Data centers are so hot their ‘heat island’ effect is raising temperatures up to 6 miles away and impacting 343 million people worldwide, study finds

https://fortune.com/2026/04/01/ai-data-centers-heat-island-hyperscalers/

Data centers are so hot their ‘heat island’ effect is raising temperatures up to 6 miles away and impacting 343 million people worldwide, study finds

Researchers warn these “heat islands” could have a “remarkable influence on communities and regional welfare,” and affect more than 340 million people.

Fortune
@gerrymcgovern
If this is waste, can it be stored (Sand storage like in Finland) or heat batteries and used later?
I profess no technical knowledge, so may be obviously and idiotically wrong.
@SometimesLovely Very, very difficult to store it with any efficiency. And usually these data centers are a good distance from communities because their noise and air pollution is horrible.
@gerrymcgovern The critique of the method, as summarized by the author, is particularly stupid. Even if the heat island effect is rooted in the construction and existence of the data center (i.e. increased permeable surface and loss of green space) and not in the operations of the data center, the data center is still causing heat island effect
Data centers' heat exhaust is not raising the land temperature around where they're built

A terrible paper and even worse interpretation is threatening to become common wisdom

Andy Masley
@chris however bad the paper is, I don't really buy Mr Masley's dismissal. Urban heat Islands are real. Hell, even suburban neighborhoods with huge houses running their 24hr A/C make their local environment warmer - the heat moved from inside to outside HAS to change the outside temp. Data centers have to handle massive 24/7/365 cooling loads for servers. Adding acres of parking lots and buildings with flat, dark roofs.. That's all the sunlight which panels would convert to useful energy, turned into waste heat instead. Where TF does he think that goes?
@AnnieG yes I‘d just like to see a better study of the issue
@gerrymcgovern such efficiency, amazing
@gerrymcgovern can't argue with thermodynamics. heat has to go somewhere.
@gerrymcgovern Let's cook the US and grow the heat dome until they stop their wars and imperialism

@gerrymcgovern

If these buildings are going to be constructed:

Part of requirements for start up, should be to channel that heat to other buildings, or in areas that get snow or ice - to warm roadways.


Please show every line from the entries that carries the word "budget".

[MATERIAL FOR THIS TASK — start]

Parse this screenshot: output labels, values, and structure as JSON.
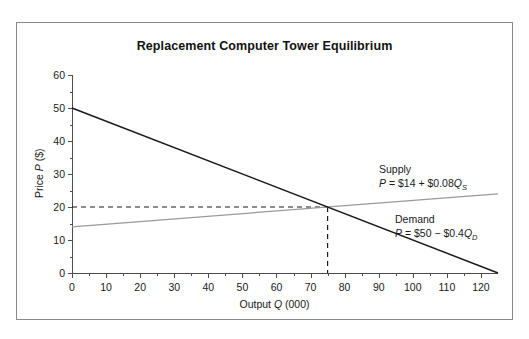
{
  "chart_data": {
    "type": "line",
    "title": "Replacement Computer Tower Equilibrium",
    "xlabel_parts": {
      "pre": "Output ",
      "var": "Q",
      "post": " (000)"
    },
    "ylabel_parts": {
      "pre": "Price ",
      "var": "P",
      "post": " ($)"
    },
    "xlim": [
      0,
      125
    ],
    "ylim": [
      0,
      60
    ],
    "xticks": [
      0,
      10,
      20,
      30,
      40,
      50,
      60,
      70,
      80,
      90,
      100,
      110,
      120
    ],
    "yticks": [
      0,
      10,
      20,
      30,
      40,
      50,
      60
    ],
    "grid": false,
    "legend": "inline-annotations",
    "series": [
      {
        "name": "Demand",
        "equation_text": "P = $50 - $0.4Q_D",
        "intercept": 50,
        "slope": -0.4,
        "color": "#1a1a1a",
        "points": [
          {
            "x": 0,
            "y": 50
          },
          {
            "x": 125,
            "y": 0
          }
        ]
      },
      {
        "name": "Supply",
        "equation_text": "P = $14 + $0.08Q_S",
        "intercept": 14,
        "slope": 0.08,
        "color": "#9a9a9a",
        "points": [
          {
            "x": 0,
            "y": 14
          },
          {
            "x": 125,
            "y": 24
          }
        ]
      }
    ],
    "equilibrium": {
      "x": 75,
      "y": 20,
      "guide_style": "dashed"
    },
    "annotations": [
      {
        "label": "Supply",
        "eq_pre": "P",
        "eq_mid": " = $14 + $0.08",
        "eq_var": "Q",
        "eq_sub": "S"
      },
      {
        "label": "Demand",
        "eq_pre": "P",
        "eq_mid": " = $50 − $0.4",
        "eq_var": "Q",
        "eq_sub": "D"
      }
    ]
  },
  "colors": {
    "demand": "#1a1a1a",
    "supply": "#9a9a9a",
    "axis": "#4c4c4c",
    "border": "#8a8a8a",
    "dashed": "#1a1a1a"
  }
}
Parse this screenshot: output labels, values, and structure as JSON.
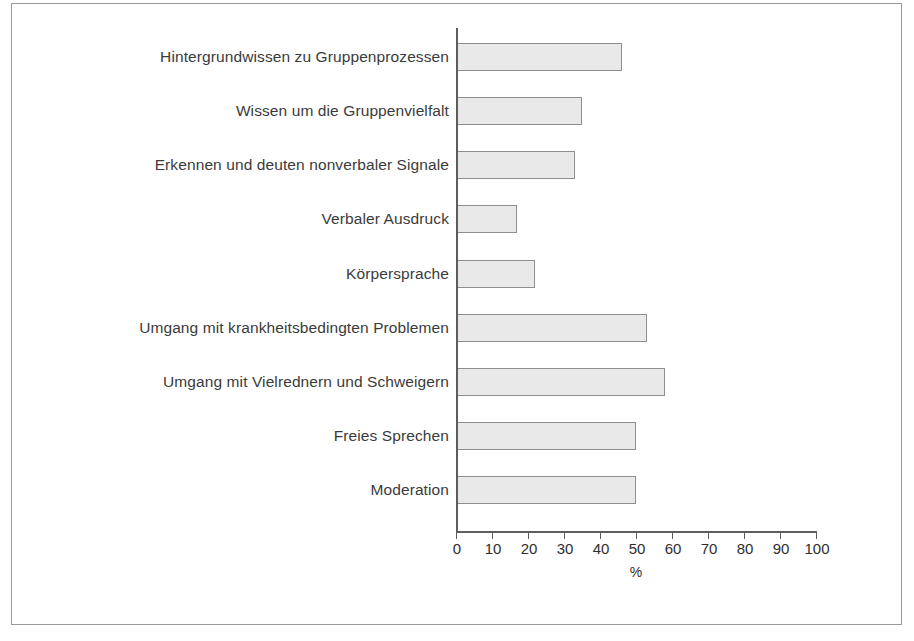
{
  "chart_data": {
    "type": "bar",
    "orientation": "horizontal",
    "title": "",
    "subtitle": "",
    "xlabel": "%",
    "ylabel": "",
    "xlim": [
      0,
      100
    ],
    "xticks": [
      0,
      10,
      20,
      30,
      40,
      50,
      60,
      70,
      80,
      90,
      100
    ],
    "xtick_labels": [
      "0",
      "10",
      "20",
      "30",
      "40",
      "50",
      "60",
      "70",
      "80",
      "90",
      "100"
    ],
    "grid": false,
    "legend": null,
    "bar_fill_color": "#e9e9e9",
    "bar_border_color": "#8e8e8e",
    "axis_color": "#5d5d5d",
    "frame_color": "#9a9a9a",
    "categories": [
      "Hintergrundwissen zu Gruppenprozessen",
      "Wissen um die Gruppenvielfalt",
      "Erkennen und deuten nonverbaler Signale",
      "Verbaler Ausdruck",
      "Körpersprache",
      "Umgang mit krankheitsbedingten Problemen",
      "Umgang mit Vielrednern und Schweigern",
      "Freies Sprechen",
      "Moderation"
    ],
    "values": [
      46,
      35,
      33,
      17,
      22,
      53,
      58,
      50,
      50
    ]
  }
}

[MATERIAL FOR THIS TASK — finish]
[MATERIAL FOR THIS TASK — start]

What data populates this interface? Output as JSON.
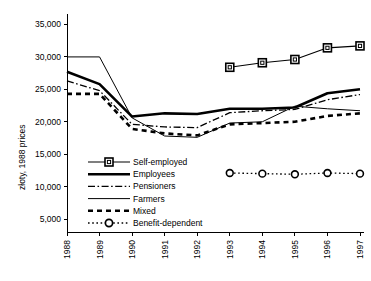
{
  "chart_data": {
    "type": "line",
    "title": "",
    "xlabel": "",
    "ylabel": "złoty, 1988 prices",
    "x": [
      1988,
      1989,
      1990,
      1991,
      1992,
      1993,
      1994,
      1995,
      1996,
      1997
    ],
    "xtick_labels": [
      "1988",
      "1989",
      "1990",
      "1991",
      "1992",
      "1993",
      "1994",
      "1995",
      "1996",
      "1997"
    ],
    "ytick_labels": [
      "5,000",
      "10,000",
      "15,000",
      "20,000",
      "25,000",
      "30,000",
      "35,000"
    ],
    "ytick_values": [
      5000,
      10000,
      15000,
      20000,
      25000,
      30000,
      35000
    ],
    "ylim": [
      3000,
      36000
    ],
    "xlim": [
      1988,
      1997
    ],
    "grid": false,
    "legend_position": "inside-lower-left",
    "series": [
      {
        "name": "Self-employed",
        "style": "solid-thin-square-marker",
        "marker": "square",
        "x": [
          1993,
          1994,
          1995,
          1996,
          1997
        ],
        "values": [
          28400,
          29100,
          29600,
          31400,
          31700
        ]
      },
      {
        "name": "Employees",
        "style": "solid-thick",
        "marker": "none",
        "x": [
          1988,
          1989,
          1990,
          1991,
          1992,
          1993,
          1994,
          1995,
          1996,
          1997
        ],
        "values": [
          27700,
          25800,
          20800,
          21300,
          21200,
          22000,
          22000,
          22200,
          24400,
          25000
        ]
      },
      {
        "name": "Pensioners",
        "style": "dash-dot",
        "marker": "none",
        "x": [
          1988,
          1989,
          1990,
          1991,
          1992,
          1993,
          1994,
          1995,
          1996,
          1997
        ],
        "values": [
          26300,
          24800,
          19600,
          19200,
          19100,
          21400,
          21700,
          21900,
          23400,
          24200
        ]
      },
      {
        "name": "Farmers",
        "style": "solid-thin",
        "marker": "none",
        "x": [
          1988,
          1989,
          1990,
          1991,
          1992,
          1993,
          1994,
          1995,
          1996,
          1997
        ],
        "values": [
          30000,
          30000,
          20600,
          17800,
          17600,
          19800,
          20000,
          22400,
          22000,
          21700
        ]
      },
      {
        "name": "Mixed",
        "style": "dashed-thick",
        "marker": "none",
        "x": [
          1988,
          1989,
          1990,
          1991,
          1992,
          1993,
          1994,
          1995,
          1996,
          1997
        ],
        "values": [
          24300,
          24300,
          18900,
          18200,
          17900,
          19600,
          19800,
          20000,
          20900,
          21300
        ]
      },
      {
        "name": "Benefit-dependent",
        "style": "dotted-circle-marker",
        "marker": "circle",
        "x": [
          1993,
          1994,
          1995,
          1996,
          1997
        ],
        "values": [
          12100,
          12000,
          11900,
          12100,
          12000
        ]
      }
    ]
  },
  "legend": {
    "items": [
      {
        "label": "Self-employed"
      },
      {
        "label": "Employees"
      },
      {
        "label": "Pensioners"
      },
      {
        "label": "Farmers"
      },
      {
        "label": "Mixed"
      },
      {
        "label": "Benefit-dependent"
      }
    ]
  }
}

[MATERIAL FOR THIS TASK — finish]
[MATERIAL FOR THIS TASK — start]

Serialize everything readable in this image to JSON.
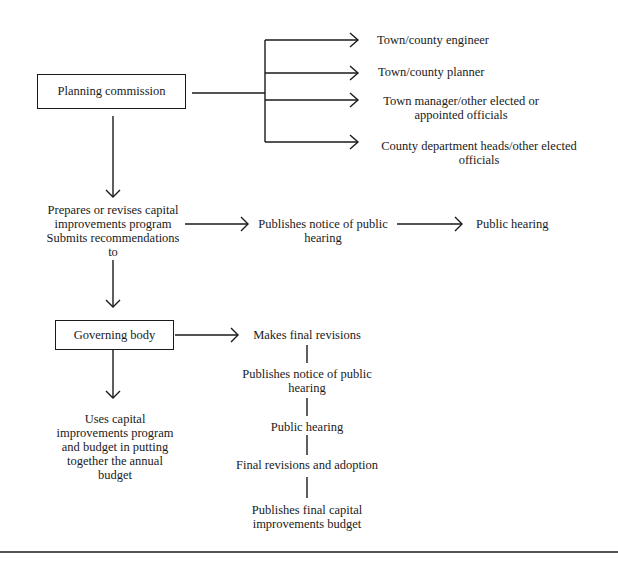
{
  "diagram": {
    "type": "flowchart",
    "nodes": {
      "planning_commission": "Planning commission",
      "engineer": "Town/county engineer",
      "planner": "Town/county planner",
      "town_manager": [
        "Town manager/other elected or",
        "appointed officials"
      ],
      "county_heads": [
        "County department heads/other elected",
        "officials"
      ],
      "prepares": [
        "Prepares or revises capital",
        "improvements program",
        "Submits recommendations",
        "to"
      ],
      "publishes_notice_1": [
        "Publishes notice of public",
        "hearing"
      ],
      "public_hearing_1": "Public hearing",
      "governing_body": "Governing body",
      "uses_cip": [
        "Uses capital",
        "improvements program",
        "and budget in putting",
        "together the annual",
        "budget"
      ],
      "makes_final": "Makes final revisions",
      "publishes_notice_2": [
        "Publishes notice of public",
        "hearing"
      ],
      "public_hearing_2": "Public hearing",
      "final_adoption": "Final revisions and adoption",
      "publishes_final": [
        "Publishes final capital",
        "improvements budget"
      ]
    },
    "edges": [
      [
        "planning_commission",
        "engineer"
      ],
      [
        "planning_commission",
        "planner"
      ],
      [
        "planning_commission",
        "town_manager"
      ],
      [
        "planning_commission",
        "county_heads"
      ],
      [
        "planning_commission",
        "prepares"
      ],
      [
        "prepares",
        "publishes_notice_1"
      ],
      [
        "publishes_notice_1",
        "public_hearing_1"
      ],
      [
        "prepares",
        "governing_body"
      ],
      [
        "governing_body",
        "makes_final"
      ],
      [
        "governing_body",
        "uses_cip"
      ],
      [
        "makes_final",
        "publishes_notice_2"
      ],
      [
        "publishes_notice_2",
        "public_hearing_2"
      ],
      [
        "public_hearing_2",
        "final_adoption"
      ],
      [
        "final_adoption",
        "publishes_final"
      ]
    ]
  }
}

[MATERIAL FOR THIS TASK — finish]

RESULT OF THIS TASK >>
        "and budget in putting",
        "budget"
        "improvements budget"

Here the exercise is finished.